Risks and Complications

Like any major surgery, colon resection carries risks. The most closely watched complication is an anastomotic leak, where the reconnection site fails to heal properly and intestinal contents seep into the abdomen. Leak rates depend heavily on where the connection is made. Low-risk connections between sections of small intestine leak about 1 to 2% of the time, while connections very close to the anus leak in 5 to 19% of cases. For a typical colon cancer resection, a large study of over 1,700 patients found an overall leak rate of about 5%.

Leaks are usually detected around 8 to 9 days after surgery, though they can appear anywhere from 2 to 42 days out. When a protective temporary stoma is used for higher-risk connections, leak rates drop significantly (roughly 10% versus 23% without one), and the need for reoperation is much lower. Other potential complications include infection at the incision site, blood clots, and a temporary slowdown of bowel activity where the intestines are sluggish to resume normal movement after surgery.

Recovery Timeline

Most people stay in the hospital 3 to 4 days after a laparoscopic colon resection. Under accelerated recovery programs, some patients meeting specific criteria, including tolerating a soft diet, managing pain with oral medication, and passing gas or stool, go home as early as day two. Open surgery typically means a longer stay. A first follow-up visit is usually scheduled around a week after surgery, with a second at about three weeks.

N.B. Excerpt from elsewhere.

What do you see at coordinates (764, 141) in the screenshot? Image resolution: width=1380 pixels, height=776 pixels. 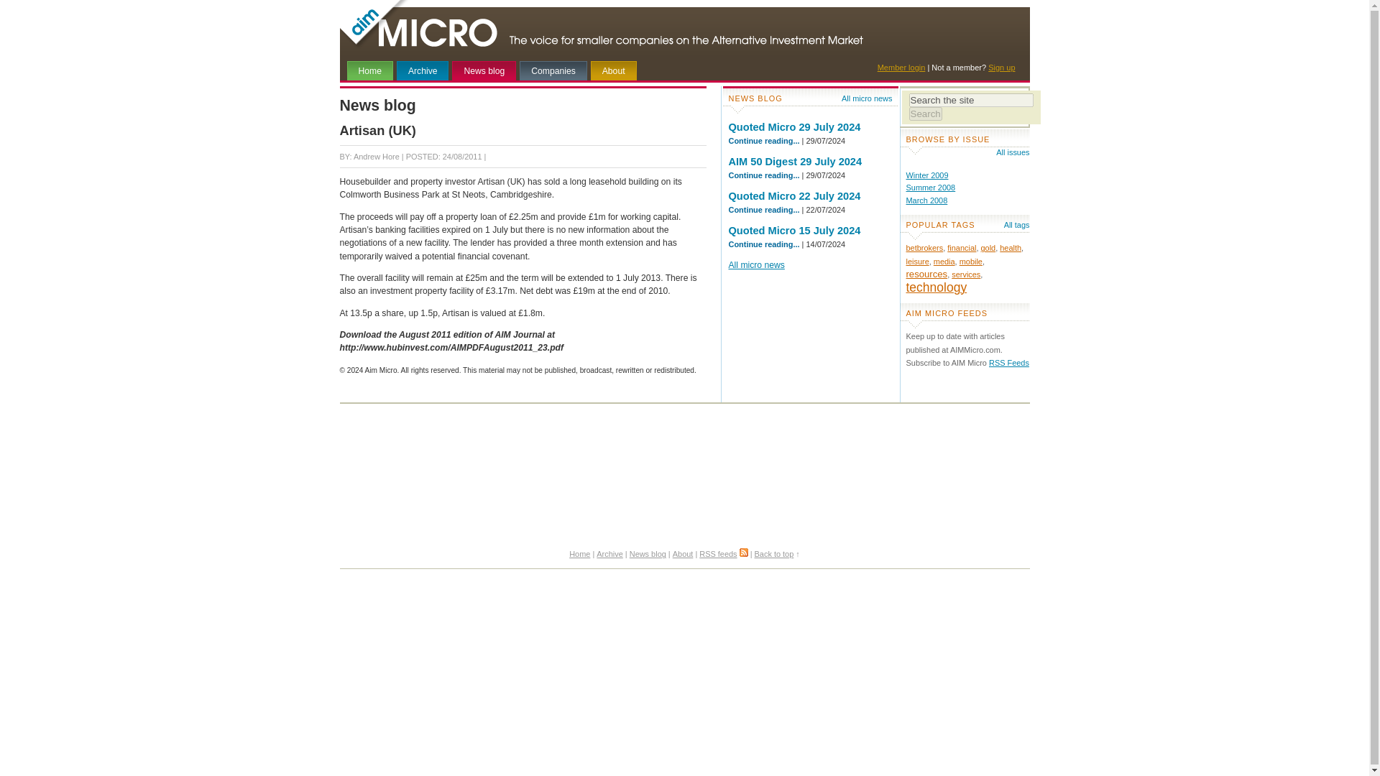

Eating resumes in stages. You’ll start with clear fluids like water, weak tea, and broth, then progress to milky drinks and smooth juices. From there, you move to a light diet of small portions of soft, low-fiber foods that are easy to digest. Most people can gradually return to their normal diet within 2 to 6 weeks. Rushing this process can cause cramping, bloating, or diarrhea, so building up slowly matters.

Full physical recovery, including a return to work and normal activity, varies by the approach used and your overall health. Minimally invasive surgery generally allows a faster return, often within 2 to 4 weeks for desk-type work, while open surgery recovery takes longer.

Long-Term Changes in Bowel Function

After a partial colectomy, most people find their bowel habits shift somewhat. Bowel movement frequency tends to increase after surgery. Some people experience looser stools, occasional urgency, or episodes of leakage, particularly in the early months. Excessive straining and stool fragmentation (passing small amounts multiple times) are also possible.

The encouraging finding is that these changes tend to stabilize. Research tracking patients for a median of 16 months after colon cancer surgery found significant improvement in stool-related symptoms like pain during bowel movements, bleeding, and skin irritation around the anus. Overall bowel function scores showed no meaningful decline from pre-surgery levels. Some studies do report decreased social functioning and increased diarrhea symptoms, but for many patients, the relief from the original disease outweighs the adjustments. After a total colectomy, where the small intestine connects directly to the rectum, more frequent and looser stools are expected as a permanent change, since the colon’s primary job is absorbing water.